Start of Information provided

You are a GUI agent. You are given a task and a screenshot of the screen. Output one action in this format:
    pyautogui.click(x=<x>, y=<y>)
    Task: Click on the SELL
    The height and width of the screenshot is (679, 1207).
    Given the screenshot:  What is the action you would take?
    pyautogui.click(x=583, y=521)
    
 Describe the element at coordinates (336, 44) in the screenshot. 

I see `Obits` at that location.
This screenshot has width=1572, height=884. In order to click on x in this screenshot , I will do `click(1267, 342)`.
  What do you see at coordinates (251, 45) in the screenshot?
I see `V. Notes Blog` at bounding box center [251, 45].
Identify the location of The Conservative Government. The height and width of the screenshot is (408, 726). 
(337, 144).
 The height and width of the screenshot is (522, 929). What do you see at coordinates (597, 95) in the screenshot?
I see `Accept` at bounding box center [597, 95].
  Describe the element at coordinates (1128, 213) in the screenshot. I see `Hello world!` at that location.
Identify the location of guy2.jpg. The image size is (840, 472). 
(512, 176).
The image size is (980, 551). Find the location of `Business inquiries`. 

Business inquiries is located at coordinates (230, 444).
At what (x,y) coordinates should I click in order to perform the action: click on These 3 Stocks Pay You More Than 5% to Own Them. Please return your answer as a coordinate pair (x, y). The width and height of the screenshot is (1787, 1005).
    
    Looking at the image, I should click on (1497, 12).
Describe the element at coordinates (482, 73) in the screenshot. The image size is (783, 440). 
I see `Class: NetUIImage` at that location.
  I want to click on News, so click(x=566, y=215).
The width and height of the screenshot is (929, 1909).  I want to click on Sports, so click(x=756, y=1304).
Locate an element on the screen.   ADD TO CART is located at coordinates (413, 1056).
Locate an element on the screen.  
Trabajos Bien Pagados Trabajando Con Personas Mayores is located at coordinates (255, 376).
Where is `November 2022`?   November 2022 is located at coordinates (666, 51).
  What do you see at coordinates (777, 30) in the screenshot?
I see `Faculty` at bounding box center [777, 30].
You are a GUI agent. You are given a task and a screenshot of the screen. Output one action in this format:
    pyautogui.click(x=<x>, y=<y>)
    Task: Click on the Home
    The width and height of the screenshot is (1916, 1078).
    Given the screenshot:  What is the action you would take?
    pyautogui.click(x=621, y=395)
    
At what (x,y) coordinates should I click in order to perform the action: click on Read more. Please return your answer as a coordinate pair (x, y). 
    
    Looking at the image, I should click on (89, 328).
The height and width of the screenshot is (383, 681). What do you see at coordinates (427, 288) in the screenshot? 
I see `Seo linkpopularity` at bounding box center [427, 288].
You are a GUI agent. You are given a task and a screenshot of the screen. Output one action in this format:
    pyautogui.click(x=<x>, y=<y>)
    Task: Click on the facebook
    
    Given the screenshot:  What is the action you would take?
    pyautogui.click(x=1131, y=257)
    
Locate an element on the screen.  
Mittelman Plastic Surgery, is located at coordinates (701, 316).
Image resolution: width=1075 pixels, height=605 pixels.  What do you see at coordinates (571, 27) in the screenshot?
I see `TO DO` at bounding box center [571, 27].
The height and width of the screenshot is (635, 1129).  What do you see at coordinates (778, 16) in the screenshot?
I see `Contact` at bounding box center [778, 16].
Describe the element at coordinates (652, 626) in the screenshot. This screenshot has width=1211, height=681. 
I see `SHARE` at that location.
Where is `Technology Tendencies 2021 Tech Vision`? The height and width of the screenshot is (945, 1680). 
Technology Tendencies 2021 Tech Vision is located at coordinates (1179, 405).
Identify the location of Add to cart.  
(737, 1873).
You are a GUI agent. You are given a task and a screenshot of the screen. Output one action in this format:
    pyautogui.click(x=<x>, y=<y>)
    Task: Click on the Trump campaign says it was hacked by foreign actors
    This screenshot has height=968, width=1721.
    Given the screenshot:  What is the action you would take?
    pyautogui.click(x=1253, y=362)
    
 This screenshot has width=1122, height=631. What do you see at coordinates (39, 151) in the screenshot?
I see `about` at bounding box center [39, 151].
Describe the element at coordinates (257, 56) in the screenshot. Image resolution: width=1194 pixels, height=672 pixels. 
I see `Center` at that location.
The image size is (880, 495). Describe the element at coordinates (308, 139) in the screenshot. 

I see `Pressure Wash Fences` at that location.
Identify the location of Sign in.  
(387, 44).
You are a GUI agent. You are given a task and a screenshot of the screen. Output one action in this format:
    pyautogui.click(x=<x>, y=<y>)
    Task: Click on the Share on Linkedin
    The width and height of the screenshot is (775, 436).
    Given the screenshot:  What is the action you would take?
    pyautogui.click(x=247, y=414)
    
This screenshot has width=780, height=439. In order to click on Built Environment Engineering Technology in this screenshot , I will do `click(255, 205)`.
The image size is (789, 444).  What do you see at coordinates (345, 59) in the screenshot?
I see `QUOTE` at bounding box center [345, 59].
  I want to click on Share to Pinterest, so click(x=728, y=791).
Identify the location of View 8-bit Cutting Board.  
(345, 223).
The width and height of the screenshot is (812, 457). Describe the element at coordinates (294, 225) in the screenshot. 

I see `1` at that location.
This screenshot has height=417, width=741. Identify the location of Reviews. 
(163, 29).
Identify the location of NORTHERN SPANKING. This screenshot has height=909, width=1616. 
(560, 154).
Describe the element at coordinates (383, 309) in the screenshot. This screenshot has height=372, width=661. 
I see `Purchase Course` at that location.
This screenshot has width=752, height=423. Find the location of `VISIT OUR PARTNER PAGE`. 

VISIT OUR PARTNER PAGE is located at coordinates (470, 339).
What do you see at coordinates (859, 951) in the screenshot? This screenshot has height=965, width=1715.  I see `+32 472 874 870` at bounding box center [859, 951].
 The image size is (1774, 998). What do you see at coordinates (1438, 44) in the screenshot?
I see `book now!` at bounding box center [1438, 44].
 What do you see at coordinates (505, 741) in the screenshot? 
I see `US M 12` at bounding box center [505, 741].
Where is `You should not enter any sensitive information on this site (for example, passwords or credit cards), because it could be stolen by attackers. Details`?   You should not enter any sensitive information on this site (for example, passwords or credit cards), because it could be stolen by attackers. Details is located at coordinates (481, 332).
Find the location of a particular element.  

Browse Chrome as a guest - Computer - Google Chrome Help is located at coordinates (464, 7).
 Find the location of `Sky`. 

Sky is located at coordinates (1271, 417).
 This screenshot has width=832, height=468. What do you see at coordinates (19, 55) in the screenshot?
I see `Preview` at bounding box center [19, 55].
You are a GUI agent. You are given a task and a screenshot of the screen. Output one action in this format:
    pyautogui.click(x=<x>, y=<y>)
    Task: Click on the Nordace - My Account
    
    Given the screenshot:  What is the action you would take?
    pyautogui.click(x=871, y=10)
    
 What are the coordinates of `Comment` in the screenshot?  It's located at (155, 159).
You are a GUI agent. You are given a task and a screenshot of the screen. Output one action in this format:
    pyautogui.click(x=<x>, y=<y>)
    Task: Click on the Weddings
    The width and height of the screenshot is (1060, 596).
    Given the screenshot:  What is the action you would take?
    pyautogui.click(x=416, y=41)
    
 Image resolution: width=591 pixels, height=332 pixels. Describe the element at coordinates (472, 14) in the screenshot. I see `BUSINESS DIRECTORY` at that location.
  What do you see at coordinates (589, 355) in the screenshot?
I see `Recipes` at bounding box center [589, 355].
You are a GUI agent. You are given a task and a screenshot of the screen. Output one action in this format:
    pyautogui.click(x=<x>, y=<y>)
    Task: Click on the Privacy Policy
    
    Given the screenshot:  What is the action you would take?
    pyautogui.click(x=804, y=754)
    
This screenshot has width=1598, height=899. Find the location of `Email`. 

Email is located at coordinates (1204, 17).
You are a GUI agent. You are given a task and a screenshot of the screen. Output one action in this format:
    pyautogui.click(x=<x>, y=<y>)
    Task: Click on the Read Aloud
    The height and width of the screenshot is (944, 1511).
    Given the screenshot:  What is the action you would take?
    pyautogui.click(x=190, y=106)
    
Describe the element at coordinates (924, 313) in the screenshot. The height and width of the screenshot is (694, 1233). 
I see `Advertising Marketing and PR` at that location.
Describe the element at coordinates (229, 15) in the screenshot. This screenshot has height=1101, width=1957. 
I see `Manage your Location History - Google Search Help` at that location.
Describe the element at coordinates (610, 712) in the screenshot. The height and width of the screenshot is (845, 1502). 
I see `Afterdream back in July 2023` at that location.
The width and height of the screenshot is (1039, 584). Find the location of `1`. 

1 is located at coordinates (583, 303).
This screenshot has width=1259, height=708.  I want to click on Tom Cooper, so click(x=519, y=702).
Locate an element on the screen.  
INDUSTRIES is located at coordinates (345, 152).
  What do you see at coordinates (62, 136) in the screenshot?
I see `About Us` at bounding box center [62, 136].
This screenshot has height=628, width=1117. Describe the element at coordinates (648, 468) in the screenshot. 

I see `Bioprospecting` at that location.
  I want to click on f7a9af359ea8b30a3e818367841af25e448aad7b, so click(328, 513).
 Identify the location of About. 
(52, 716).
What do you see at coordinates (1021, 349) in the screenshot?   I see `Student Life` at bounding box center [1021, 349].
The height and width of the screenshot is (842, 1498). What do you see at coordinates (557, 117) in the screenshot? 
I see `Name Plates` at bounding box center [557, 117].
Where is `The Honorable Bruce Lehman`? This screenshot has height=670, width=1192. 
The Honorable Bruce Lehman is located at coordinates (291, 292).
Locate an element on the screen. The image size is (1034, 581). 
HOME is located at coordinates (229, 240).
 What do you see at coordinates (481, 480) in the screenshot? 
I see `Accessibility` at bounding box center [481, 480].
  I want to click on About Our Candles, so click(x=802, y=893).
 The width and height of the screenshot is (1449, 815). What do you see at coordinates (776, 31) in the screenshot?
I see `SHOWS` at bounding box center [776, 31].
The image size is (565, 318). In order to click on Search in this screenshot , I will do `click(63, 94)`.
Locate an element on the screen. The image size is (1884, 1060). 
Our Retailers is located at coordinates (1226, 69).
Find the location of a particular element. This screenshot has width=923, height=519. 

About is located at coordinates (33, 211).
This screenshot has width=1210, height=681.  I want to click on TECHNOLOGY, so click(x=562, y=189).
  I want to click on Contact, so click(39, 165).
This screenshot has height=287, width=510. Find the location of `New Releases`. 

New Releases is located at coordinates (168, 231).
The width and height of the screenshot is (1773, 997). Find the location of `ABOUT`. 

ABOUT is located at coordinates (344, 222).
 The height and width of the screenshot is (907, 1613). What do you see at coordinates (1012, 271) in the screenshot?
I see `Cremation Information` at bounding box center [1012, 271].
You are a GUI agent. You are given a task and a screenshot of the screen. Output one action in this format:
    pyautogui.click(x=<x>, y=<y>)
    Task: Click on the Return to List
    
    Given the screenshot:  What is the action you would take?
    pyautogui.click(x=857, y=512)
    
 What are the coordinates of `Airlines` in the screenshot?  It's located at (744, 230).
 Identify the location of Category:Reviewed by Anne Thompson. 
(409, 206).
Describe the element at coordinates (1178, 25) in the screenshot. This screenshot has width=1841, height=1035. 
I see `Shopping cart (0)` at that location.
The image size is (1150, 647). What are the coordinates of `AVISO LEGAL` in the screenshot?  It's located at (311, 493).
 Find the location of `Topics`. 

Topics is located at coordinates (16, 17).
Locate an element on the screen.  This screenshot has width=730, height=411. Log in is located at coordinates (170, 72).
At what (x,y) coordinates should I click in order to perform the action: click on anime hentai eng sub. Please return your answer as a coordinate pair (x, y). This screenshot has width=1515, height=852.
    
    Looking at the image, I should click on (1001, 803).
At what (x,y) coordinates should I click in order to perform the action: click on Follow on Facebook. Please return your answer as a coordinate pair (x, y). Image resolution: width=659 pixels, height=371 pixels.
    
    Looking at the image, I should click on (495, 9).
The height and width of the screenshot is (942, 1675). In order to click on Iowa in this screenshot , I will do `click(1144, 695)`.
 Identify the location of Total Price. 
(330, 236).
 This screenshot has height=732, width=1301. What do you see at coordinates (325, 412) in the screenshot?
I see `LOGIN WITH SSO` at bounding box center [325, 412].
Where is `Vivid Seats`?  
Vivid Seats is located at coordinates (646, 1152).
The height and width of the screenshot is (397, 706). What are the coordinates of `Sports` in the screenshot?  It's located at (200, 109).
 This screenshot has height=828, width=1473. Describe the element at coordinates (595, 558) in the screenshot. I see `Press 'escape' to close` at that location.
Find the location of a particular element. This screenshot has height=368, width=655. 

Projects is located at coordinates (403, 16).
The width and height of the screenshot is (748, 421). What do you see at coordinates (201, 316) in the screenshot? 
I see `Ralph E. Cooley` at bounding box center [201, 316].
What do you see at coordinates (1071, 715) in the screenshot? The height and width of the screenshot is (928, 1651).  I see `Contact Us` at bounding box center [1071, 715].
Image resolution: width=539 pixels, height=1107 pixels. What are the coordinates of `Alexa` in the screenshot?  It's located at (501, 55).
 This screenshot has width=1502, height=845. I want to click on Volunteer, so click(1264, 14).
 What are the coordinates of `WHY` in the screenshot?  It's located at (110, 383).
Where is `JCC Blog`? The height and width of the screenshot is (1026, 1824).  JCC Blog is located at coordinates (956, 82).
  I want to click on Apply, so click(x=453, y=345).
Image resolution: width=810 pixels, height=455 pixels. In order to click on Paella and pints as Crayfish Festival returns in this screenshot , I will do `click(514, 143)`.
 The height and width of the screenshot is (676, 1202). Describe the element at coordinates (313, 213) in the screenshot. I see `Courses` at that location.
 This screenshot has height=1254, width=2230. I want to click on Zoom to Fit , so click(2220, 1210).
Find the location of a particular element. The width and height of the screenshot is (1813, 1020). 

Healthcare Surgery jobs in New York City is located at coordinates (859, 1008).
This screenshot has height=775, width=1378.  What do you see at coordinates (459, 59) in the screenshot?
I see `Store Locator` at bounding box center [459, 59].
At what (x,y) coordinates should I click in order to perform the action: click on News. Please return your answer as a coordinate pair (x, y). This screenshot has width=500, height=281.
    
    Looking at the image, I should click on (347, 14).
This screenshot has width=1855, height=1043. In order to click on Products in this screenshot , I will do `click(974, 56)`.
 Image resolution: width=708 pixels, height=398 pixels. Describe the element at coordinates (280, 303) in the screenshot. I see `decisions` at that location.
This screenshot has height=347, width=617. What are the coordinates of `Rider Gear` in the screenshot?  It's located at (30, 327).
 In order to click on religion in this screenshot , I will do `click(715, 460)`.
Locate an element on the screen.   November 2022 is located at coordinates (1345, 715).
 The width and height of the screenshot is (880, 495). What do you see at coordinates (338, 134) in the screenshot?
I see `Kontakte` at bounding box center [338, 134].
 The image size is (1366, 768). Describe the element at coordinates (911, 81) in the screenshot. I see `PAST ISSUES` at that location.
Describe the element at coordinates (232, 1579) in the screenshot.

End of Information provided

• Your assignment
Repeat the records above line by line, from the first line through the line that contains "The height and width of the screenshot is (679, 1207).".

• Answer to this exercise
You are a GUI agent. You are given a task and a screenshot of the screen. Output one action in this format:
    pyautogui.click(x=<x>, y=<y>)
    Task: Click on the SELL
    The height and width of the screenshot is (679, 1207).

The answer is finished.